Mar 12, 2010 03:00
Hi there. ;)
Been a while. I intend to make up for it by describing optimism and pessimism.
When I was younger, I was aweful and full of scorn for anything resembling optimism. I figured the only way to maintain such a consistantly positive perception (read: synapse by which we interact with everything but that which is at it's core, us) was to be straight up delusional. Surely one must deny in the face of irrefutable evidence the ills of the world in order to maintain optamism.
So then you have the classic cynic. The person who logically believes that anyone who is consistantly happy is either an idiot, incapable of understanding the hard truths of life, or deluded- incapable of putting those truths in any justifiable context.
It makes a solid and easily defended final position for the progression of a person in regards to their outlook.
And now I am an optimist. Wtf? Where did I skip a beat? How did I loose such a solid fortress of intellect?
Call me crazy. ;)
Cynacism is naieve. No matter how well documented and unasailable the logic of knowing the myriad ways one's enviornment displays malevolence, there is no gain. Cynacism is a defense to prevent a swift defeat. It has no mechanism for victory, no mechanism for even longterm gain.
These days I consider myself an informed optamist. I believe I understand the horrible things that my enviornment could inflict on me, but I also don't permit those understandings to limit my gaze to the dangers and losses and poisonous moments I have experienced, or have heard tell or speculated could well be experienced.
I see them, I know them. I also know they don't deserve a feeding of my soul's fears of them.
A nod of respect is their due. Though once past, they are no longer a voice of influence.
Alright. That is the informed part of the label.

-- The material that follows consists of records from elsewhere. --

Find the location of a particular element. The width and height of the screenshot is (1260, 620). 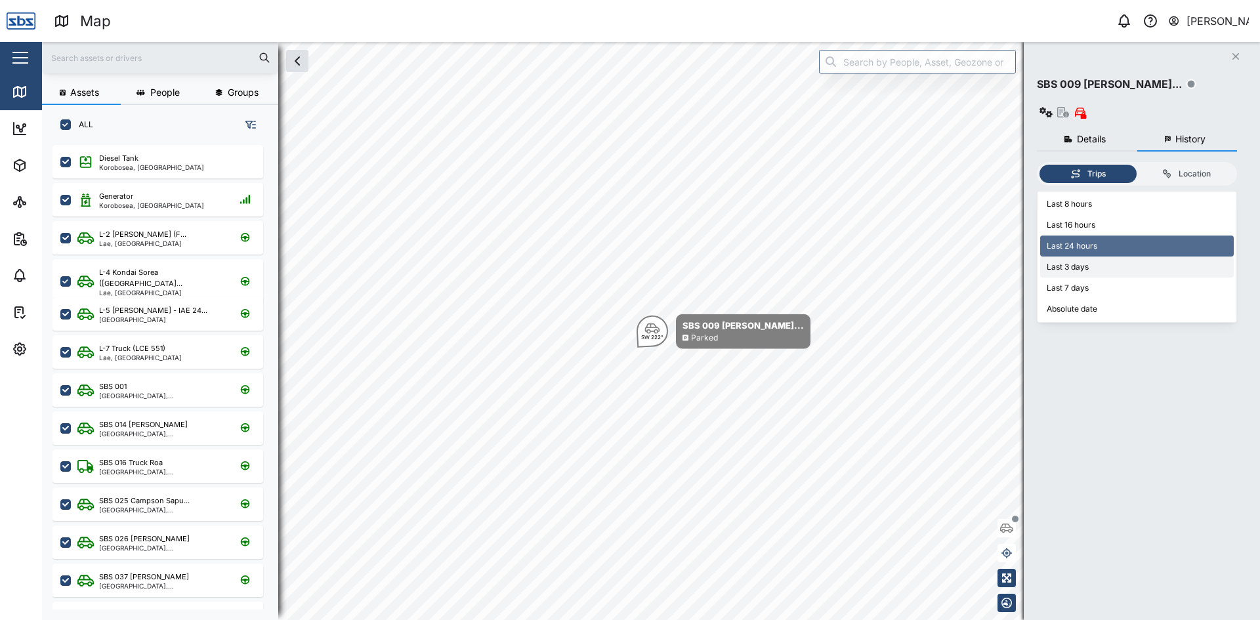

div: Settings is located at coordinates (57, 349).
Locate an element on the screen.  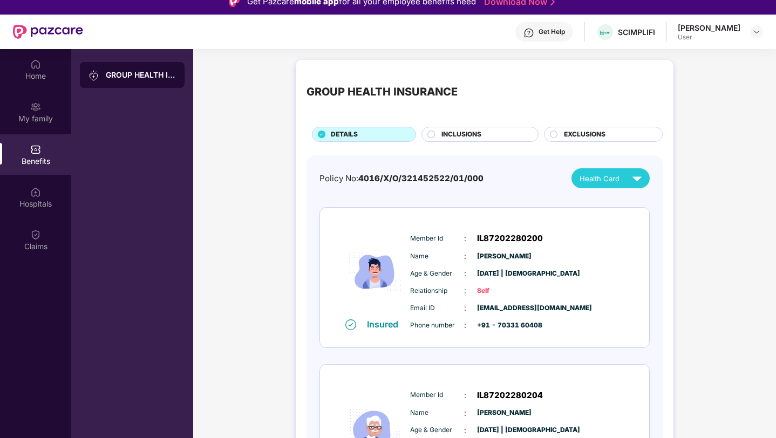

Now. Optamist. An optamist is seer, a person who can see the future. An optamist decides on their path in the firm belief that that path will take them where they intend to go. Don't hate me for pointing it out, but one so close to never that it may as well be never arrives exactly where they expected to be.
An optamist, however, will not let the discrepancy between their original intention and the outcome stop them from using the exact same method to dictate their actions.
So if the optamist understands the circumstances of this imperfect travel, more course corrections during each leg of the journey become more apparent.
So if one can develop the comprehension of their actions and their consequences, and not let that comprehension shy them away from choosing a course, one can navigate the wilderness of our potential far more significantly.